NEW DELHI, Jan 23: Finance minister Yashwant Sinha has no choice but to take the bull by the horns as far as subsidies are concerned and simultaneously attempt to take the exercise initiated hesitatingly by his predecessors on this score towards a logical conclusion.Unpalatable experience of the last budget when he had to roll back certain measures on account of political pressure would prompt the finance ministry to take calibrated steps to streamline subsidies and make it more efficacious and better targeted.
According to finance ministry officials, the subsidy bill for the current fiscal was not likely to exceed the budget estimates chiefly because of low import prices and softened inflation rate. Although there will be appropriations from one account to the other, the bill, by and large, will be within the overall target. The Government has provided for Rs 19,883 crore in the budget for subsidy and in the revised estimates, it was more or less likely to be maintained at that level. The majorsubsidies cover food, sugar, fertiliser and so on. The outgo for the major subsidies will anyway be up by about Rs 1,500 crore, compared with the revised estimates for the last fiscal.

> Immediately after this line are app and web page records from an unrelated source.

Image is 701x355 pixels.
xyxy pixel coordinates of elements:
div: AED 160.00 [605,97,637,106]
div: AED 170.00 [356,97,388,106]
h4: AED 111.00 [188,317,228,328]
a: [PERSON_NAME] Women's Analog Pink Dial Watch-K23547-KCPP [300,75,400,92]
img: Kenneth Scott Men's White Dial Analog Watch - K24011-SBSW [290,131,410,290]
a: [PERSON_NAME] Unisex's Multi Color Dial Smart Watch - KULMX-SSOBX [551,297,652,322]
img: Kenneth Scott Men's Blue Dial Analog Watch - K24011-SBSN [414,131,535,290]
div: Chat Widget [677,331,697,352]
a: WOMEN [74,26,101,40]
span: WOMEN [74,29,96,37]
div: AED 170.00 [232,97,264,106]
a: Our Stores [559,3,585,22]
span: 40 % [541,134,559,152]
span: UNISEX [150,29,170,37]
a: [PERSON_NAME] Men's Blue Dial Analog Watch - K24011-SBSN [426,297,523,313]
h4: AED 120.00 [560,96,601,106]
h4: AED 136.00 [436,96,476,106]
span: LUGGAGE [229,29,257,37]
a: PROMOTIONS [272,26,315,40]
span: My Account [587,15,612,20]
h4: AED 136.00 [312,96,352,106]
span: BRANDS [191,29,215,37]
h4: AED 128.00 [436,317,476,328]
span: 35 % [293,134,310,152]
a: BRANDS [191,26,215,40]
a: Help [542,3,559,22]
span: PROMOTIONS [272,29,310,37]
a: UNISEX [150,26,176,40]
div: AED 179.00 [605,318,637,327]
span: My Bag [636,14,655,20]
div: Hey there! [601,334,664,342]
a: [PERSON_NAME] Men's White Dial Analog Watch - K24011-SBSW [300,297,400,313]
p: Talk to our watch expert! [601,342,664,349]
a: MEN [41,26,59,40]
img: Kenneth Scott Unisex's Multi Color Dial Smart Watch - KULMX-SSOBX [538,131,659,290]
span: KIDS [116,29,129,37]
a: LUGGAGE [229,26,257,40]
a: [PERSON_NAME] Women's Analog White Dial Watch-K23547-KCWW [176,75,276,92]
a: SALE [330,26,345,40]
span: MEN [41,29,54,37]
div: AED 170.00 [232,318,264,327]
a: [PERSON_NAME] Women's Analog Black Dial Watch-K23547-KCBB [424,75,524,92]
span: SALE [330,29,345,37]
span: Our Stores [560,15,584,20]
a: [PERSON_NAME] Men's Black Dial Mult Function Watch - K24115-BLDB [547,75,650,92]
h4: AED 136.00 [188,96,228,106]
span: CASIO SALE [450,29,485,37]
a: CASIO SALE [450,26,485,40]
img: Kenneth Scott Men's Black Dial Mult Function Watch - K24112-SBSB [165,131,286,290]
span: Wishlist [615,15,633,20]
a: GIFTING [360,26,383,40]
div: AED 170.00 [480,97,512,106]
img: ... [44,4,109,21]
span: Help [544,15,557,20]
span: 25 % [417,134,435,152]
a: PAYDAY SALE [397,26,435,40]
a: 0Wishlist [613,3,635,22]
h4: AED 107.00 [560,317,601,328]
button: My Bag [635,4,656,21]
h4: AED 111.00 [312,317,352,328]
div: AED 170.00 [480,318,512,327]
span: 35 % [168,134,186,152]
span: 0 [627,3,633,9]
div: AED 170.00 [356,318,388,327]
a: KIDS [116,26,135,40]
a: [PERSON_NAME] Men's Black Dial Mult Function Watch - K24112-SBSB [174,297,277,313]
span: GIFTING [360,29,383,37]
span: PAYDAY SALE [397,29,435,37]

However, the fact that the government has managed to contain the subsidy in the current fiscal provides only cold comfort when viewed against the conscious decision of the finance ministry to cut non-Plan expenditure by 10 per cent in the current fiscal. Taking into account the mid-year corrective step, the subsidy bill for the current year ought to be around Rs 18,000 crore - less than the revised estimate of Rs 18,366 crore for 1997-98.
Since this will not happen and the next fiscal might not be as good as the current one from the point of view of subsidy management, sources say that the finance ministry was contemplating steps to effectively compress the bill. Secondly, low inflation rate will give added strength to the finance minister to push through some of the unpopular yet necessary measures.
The expendituremanagement exercise for the next fiscal will draw on the experience of the decision of the finance ministry to cut 10 per cent non-Plan expenditure which was moderately successful, though not in case of subsidies.
Officials pointed out that though it was a tough and unpopular expenditure control exercise, it has yielded some worthwhile results. Though not officially termed as the mid-term correction exercise, the finance ministry wrote to the different ministries to observe utmost financial prudence.
The 10 per cent cut in non-Plan expenditure should have resulted in a saving of about Rs 20,000 crore. However, the finance ministry officials knew the limitations of the exercise and were fully aware that it was impossible to impose 10 per cent cut uniformally. The non-Plan expenditure which was estimated at Rs 1,95,925 crore during 1998-99, covers areas like interest payment, defence, salaries of government employees, subsidies, establishment expenditure and various other expenses.
The bulk of thenon-Plan expenditure like interest, wages and defence, is committed and cannot be curtailed. The effort in the next fiscal will be to compress subsidy bill and reduce establishment cost as part of the broad expenditure management exercise.